• [Try it] Having found the line containing "Identify the location" in the records below, copy that line and each later one exactly, dropping pictures.

• [Data]
◇ ◇ ◇

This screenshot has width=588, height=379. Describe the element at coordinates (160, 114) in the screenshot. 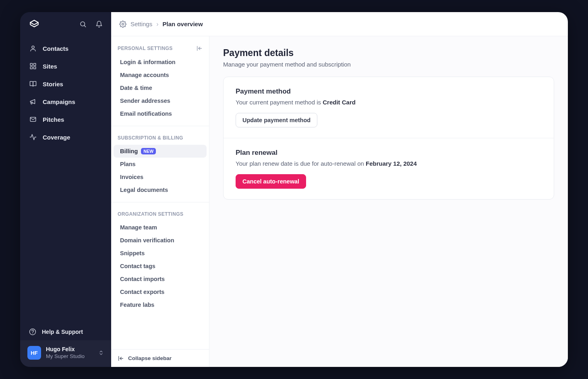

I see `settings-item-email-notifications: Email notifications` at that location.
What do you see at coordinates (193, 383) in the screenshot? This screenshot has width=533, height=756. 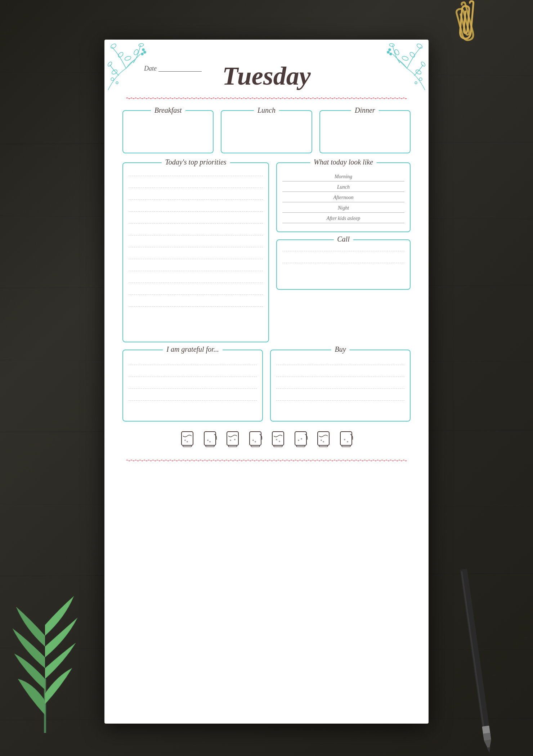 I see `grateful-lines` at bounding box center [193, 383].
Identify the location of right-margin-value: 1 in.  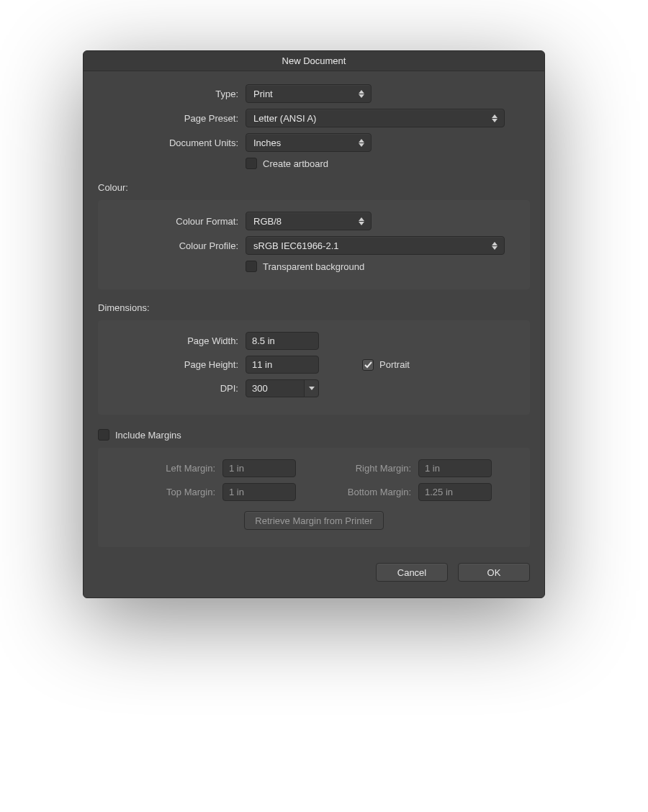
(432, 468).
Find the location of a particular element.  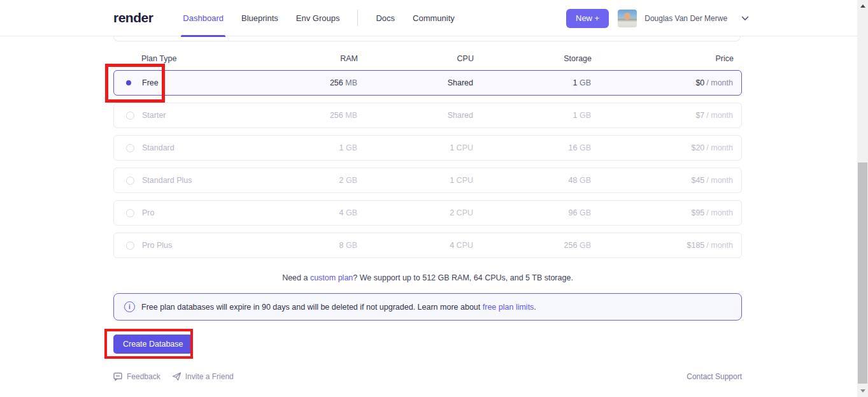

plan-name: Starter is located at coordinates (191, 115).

◇ ◇ ◇

• [Your response]
Identify the location of right-margin-value: 1 in.  
(432, 468).
Find the location of a particular element.  

plan-name: Starter is located at coordinates (191, 115).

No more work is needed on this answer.